Quick validation workflow
Notepad, Sublime, VS Code, anything that shows raw text. Confirm line 1 starts with IESNA:LM-63.
It must appear immediately after the keyword block. No blank lines, no extra headers. Just TILT=NONE (or TILT=INCLUDE if tilt data follows).
Read positions 4 and 5 on the photometric parameter line. Count the actual values in each angle array. They must match.
Multiply vertical count × horizontal count. That's how many candela values must exist. Count them.
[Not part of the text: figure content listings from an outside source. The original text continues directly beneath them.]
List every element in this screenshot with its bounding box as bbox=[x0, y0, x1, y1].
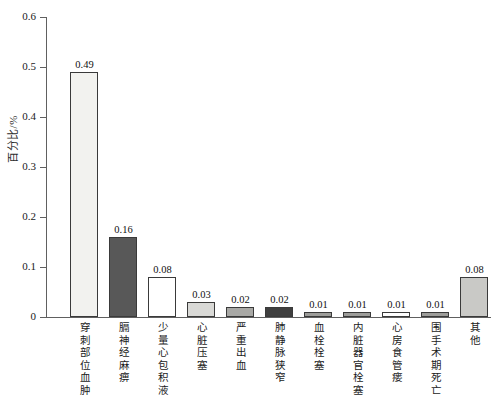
x-axis-tick-label: 围手术期死亡 bbox=[416, 322, 455, 398]
x-axis-tick-label: 少量心包积液 bbox=[143, 322, 182, 398]
y-axis-tick-label: 0 bbox=[31, 310, 41, 322]
x-axis-line bbox=[46, 317, 491, 318]
bar-group: 0.03 bbox=[182, 17, 221, 317]
bar-group: 0.08 bbox=[455, 17, 494, 317]
x-axis-tick-label: 严重出血 bbox=[221, 322, 260, 372]
bar[interactable] bbox=[109, 237, 137, 317]
bar[interactable] bbox=[460, 277, 488, 317]
y-axis-title: 百分比/% bbox=[4, 94, 20, 184]
y-axis-tick-label: 0.5 bbox=[22, 60, 40, 72]
bar-group: 0.02 bbox=[260, 17, 299, 317]
bar-group: 0.49 bbox=[65, 17, 104, 317]
bar-value-label: 0.03 bbox=[192, 289, 210, 300]
plot-area: 0.490.160.080.030.020.020.010.010.010.01… bbox=[46, 17, 491, 317]
x-axis-tick-label: 血栓栓塞 bbox=[299, 322, 338, 372]
bar-value-label: 0.16 bbox=[114, 224, 132, 235]
bar-group: 0.02 bbox=[221, 17, 260, 317]
bar-value-label: 0.01 bbox=[426, 299, 444, 310]
y-axis-tick-label: 0.2 bbox=[22, 210, 40, 222]
bar-value-label: 0.01 bbox=[387, 299, 405, 310]
bar-value-label: 0.02 bbox=[270, 294, 288, 305]
bar-group: 0.01 bbox=[299, 17, 338, 317]
y-axis-tick-label: 0.4 bbox=[22, 110, 40, 122]
bar[interactable] bbox=[343, 312, 371, 317]
x-axis-tick-label: 穿刺部位血肿 bbox=[65, 322, 104, 398]
bar-group: 0.08 bbox=[143, 17, 182, 317]
x-axis-tick-label: 肺静脉狭窄 bbox=[260, 322, 299, 385]
bar-group: 0.01 bbox=[416, 17, 455, 317]
bar[interactable] bbox=[265, 307, 293, 317]
bar-group: 0.16 bbox=[104, 17, 143, 317]
x-axis-tick-label: 心房食管瘘 bbox=[377, 322, 416, 385]
bar[interactable] bbox=[382, 312, 410, 317]
bar-value-label: 0.01 bbox=[309, 299, 327, 310]
y-axis-tick-label: 0.3 bbox=[22, 160, 40, 172]
bar[interactable] bbox=[70, 72, 98, 317]
bar[interactable] bbox=[304, 312, 332, 317]
y-axis-tick-label: 0.1 bbox=[22, 260, 40, 272]
x-axis-tick-label: 膈神经麻痹 bbox=[104, 322, 143, 385]
x-axis-tick-label: 其他 bbox=[455, 322, 494, 347]
bar-group: 0.01 bbox=[377, 17, 416, 317]
x-axis-tick-label: 心脏压塞 bbox=[182, 322, 221, 372]
x-axis-tick-label: 内脏器官栓塞 bbox=[338, 322, 377, 398]
bar-value-label: 0.08 bbox=[153, 264, 171, 275]
bar-value-label: 0.01 bbox=[348, 299, 366, 310]
bar-group: 0.01 bbox=[338, 17, 377, 317]
bar-value-label: 0.08 bbox=[465, 264, 483, 275]
y-axis-tick-label: 0.6 bbox=[22, 10, 40, 22]
bar-value-label: 0.49 bbox=[75, 59, 93, 70]
bar-chart: 百分比/% 00.10.20.30.40.50.6 0.490.160.080.… bbox=[0, 0, 499, 401]
bar[interactable] bbox=[148, 277, 176, 317]
y-axis-tick: 0 bbox=[40, 317, 47, 318]
bar[interactable] bbox=[187, 302, 215, 317]
bar[interactable] bbox=[226, 307, 254, 317]
bar-value-label: 0.02 bbox=[231, 294, 249, 305]
bar[interactable] bbox=[421, 312, 449, 317]
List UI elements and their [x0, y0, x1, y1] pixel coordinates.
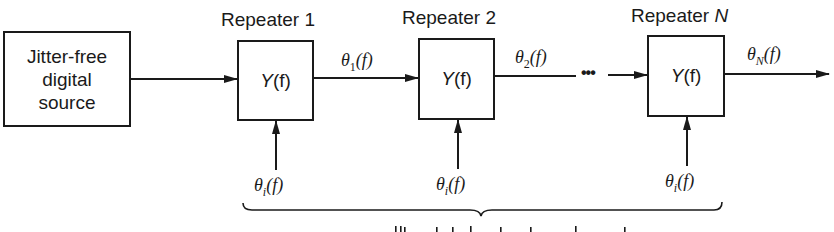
injected-jitter-label-n: θi(f): [665, 171, 694, 196]
repeater-1-box: Y(f): [237, 40, 314, 121]
source-label: Jitter-free digital source: [27, 45, 107, 114]
repeater-2-title: Repeater 2: [402, 7, 496, 29]
transfer-function: Y(f): [260, 70, 291, 92]
ellipsis-more-repeaters: •••: [581, 64, 595, 82]
repeater-title-text: Repeater: [402, 7, 480, 28]
repeater-title-text: Repeater: [631, 5, 709, 26]
signal-theta-2: θ2(f): [515, 47, 547, 72]
repeater-1-title: Repeater 1: [221, 9, 315, 31]
signal-theta-n-output: θN(f): [747, 44, 781, 69]
repeater-2-box: Y(f): [418, 38, 495, 120]
repeater-n-title: Repeater N: [631, 5, 728, 27]
curly-brace: [243, 202, 722, 216]
repeater-index: 1: [304, 9, 315, 30]
signal-theta-1: θ1(f): [341, 50, 373, 75]
repeater-title-text: Repeater: [221, 9, 299, 30]
source-line-3: source: [27, 91, 107, 114]
transfer-function: Y(f): [671, 65, 702, 87]
cut-off-caption-fragment: [395, 226, 626, 232]
source-line-2: digital: [27, 68, 107, 91]
injected-jitter-label-1: θi(f): [254, 175, 283, 200]
repeater-index: N: [714, 5, 728, 26]
source-line-1: Jitter-free: [27, 45, 107, 68]
injected-jitter-label-2: θi(f): [436, 174, 465, 199]
transfer-function: Y(f): [441, 68, 472, 90]
repeater-index: 2: [485, 7, 496, 28]
repeater-n-box: Y(f): [647, 35, 725, 117]
jitter-free-source-box: Jitter-free digital source: [3, 31, 131, 127]
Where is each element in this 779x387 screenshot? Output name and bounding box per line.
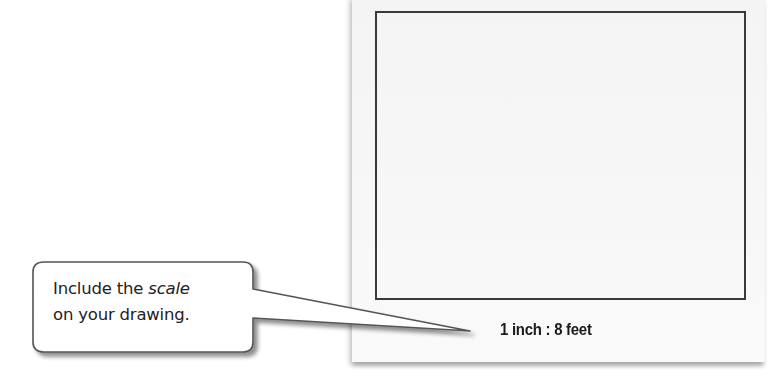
drawing-frame: [375, 11, 746, 300]
callout-text: Include the scale on your drawing.: [53, 276, 243, 328]
callout-line-1: Include the scale: [53, 276, 243, 302]
scale-label: 1 inch : 8 feet: [500, 320, 592, 340]
page: 1 inch : 8 feet Include the scale on you…: [0, 0, 779, 387]
callout-emphasis: scale: [148, 279, 190, 298]
callout-line-2: on your drawing.: [53, 302, 243, 328]
paper-sheet: 1 inch : 8 feet: [352, 0, 765, 362]
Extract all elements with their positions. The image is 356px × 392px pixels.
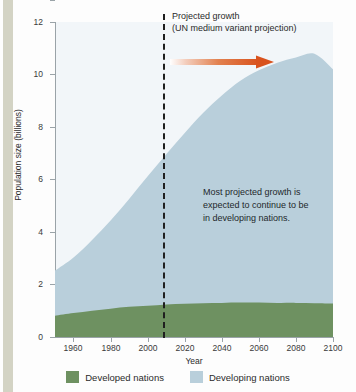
- projection-growth-label: Projected growth (UN medium variant proj…: [172, 10, 352, 34]
- x-tick-2000: [148, 337, 149, 342]
- y-axis-title: Population size (billions): [13, 75, 23, 235]
- legend-label-developing: Developing nations: [209, 372, 290, 383]
- x-tick-2060: [259, 337, 260, 342]
- legend-label-developed: Developed nations: [85, 372, 164, 383]
- x-tick-1960: [73, 337, 74, 342]
- population-growth-chart: 12 10 8 6 4 2 0 Population size (billion…: [0, 0, 356, 392]
- projection-label-line2: (UN medium variant projection): [172, 22, 352, 34]
- x-tick-1980: [111, 337, 112, 342]
- x-tick-label-1960: 1960: [53, 343, 93, 353]
- x-tick-2020: [185, 337, 186, 342]
- x-tick-2080: [296, 337, 297, 342]
- x-tick-label-2060: 2060: [239, 343, 279, 353]
- arrow-right-icon: [170, 55, 274, 69]
- inline-note-line1: Most projected growth is: [203, 186, 338, 199]
- x-tick-2100: [333, 337, 334, 342]
- y-tick-label-0: 0: [19, 332, 43, 342]
- projection-divider-line: [163, 14, 165, 338]
- x-tick-label-2000: 2000: [128, 343, 168, 353]
- chart-legend: Developed nations Developing nations: [0, 368, 356, 386]
- inline-note-line2: expected to continue to be: [203, 199, 338, 212]
- x-tick-label-2020: 2020: [165, 343, 205, 353]
- x-axis-title: Year: [55, 356, 333, 366]
- y-tick-6-spacer: [50, 0, 55, 1]
- x-tick-label-1980: 1980: [91, 343, 131, 353]
- x-tick-2040: [222, 337, 223, 342]
- x-tick-label-2100: 2100: [313, 343, 353, 353]
- developing-growth-note: Most projected growth is expected to con…: [203, 186, 338, 225]
- y-tick-0: [50, 337, 55, 338]
- inline-note-line3: in developing nations.: [203, 212, 338, 225]
- legend-item-developed: Developed nations: [66, 371, 164, 383]
- x-tick-label-2040: 2040: [202, 343, 242, 353]
- x-tick-label-2080: 2080: [276, 343, 316, 353]
- projection-label-line1: Projected growth: [172, 10, 352, 22]
- legend-swatch-developed: [66, 371, 79, 383]
- y-tick-label-12: 12: [19, 17, 43, 27]
- x-axis-line: [55, 337, 334, 338]
- y-tick-label-2: 2: [19, 279, 43, 289]
- legend-swatch-developing: [190, 371, 203, 383]
- projection-arrow-icon: [170, 55, 274, 69]
- area-series-svg: [55, 22, 333, 337]
- series-layer: [55, 22, 333, 337]
- legend-item-developing: Developing nations: [190, 371, 290, 383]
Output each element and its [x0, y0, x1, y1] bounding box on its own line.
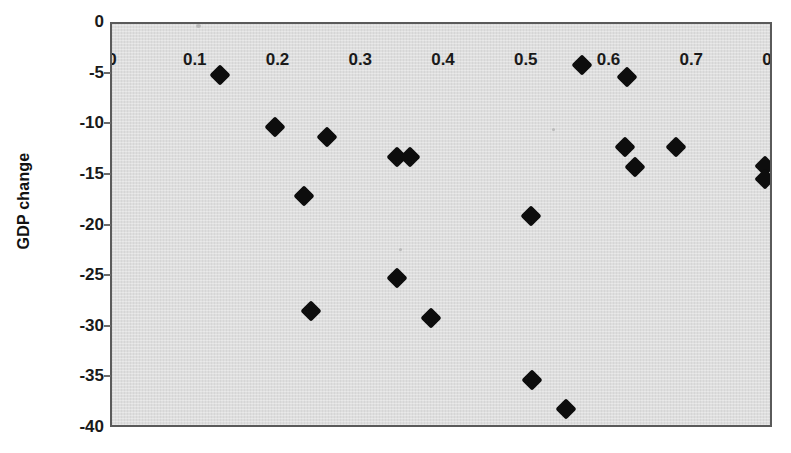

The DLC's LUNA pre-submission tool catches most structural errors for free. AGi32's Photometric Toolbox does too. But neither tells you what the raw file looks like. When something fails, you're back in the text editor anyway. You can also run a quick structural check with our photometric file validator.
- Version string present on line 1
- TILT=NONE declared after keyword block
- Angle counts match actual arrays
- Candela matrix complete (vertical × horizontal = total values)
- File saved as ANSI, not UTF-8 with BOM
The file is under 30 lines. Once you've read three or four of them, you'll spot errors faster than any import wizard can explain them. If you're deciding between IES and EULUMDAT for your catalog, see IES vs LDT photometric files for a format-level comparison.